With an ally like Mikhail in their midst, it would not be a fair fight. Tonight would be a manhunt, pockmarked with quick slaughters across the city’s dark streets.
Chapter 17: Fine Tuning
The gentle notes of a grand piano swam in the air of the laboratory. It was long before dawn, and Birgit reveled in the serenity of having the huge space to herself. Behind her was the original resonance manipulator, long since superseded by its ever more powerful successors, but still useful for the smaller experiments the teams were working on.
Birgit’s head swayed gently back and forth ever so slightly with the pianissimo tap of the music, as an unknown virtuoso in a long-forgotten studio slid seamlessly through Beethoven’s twelfth piano sonata. The lonesome notes echoed through the darkened laboratory as Birgit worked, sometimes solemn, sometimes forte, but always pensive, focusing Birgit’s thoughts as she, in turn, tapped away on one of the powerful PCs that dotted the room. The only light in the vaulting space was the desk lamp illuminating Birgit’s dashing fingers, the big overhead fluorescent bulbs dimmed for the night.
Every now and then she would break from her annotations to grasp a plastic stylus and brush deftly across the pad to her right, spinning and delving into complex diagrams in front of her as she worked on her latest schematic.
Over the two months since her recruitment, she had become an artist. No longer slaving over theoretical sciences, no more straining within the suffocating confines of penny-pinching university budgets. Freed from the limitations of humanity’s embryonic mechanical expertise, she had taken the resonance manipulator and surged outward to the very bounds of her imagination.

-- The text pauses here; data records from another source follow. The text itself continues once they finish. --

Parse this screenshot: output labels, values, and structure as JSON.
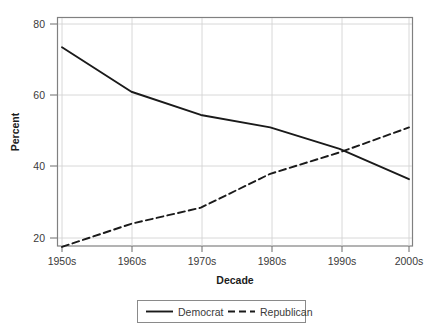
{
  "chart_data": {
    "type": "line",
    "title": "",
    "xlabel": "Decade",
    "ylabel": "Percent",
    "categories": [
      "1950s",
      "1960s",
      "1970s",
      "1980s",
      "1990s",
      "2000s"
    ],
    "series": [
      {
        "name": "Democrat",
        "style": "solid",
        "color": "#1a1a1a",
        "values": [
          73.5,
          61,
          54.5,
          51,
          45,
          36.5
        ]
      },
      {
        "name": "Republican",
        "style": "dashed",
        "color": "#1a1a1a",
        "values": [
          17.5,
          24,
          28.5,
          38,
          44,
          51
        ]
      }
    ],
    "ylim": [
      14,
      82
    ],
    "yticks": [
      20,
      40,
      60,
      80
    ],
    "ytick_labels": [
      "20",
      "40",
      "60",
      "80"
    ],
    "xtick_labels": [
      "1950s",
      "1960s",
      "1970s",
      "1980s",
      "1990s",
      "2000s"
    ],
    "grid": "horizontal-and-vertical",
    "legend_position": "bottom-center",
    "legend_entries": [
      "Democrat",
      "Republican"
    ]
  },
  "axes": {
    "y_title": "Percent",
    "x_title": "Decade",
    "y_tick_0": "20",
    "y_tick_1": "40",
    "y_tick_2": "60",
    "y_tick_3": "80",
    "x_tick_0": "1950s",
    "x_tick_1": "1960s",
    "x_tick_2": "1970s",
    "x_tick_3": "1980s",
    "x_tick_4": "1990s",
    "x_tick_5": "2000s"
  },
  "legend": {
    "entry_0": "Democrat",
    "entry_1": "Republican"
  }
}
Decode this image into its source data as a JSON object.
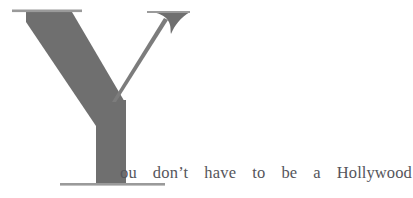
{
  "page": {
    "background_color": "#ffffff",
    "width": 413,
    "height": 198
  },
  "dropcap": {
    "letter": "Y",
    "icon_name": "dropcap-letter-y",
    "fill_color": "#6f6f6f",
    "hairline_color": "#8a8a8a",
    "serif_color": "#9a9a9a"
  },
  "body": {
    "text": "ou don't have to be a Hollywood",
    "text_color": "#55555b",
    "alignment": "justified",
    "words": [
      {
        "text": "ou"
      },
      {
        "text": "don’t"
      },
      {
        "text": "have"
      },
      {
        "text": "to"
      },
      {
        "text": "be"
      },
      {
        "text": "a"
      },
      {
        "text": "Hollywood"
      }
    ]
  }
}
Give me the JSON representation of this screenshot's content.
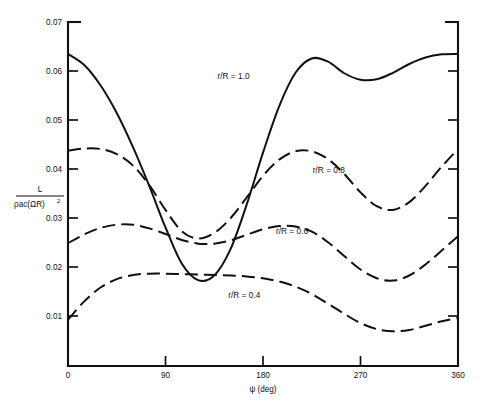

She had long ago left behind even the most ambitious dreams of her forbears. The facility she now worked in, buried deep in the secret stone fortress that had become her home, was powered by a reactor the size of a football. It took in air and a tiny amount of distilled water, parsing them for the ingredients it needed, and exhausting only helium and an isotopic charge similar to that of an air ionizer. That and more power than a conventional coal power plant consuming more than five hundred tons of coal per day.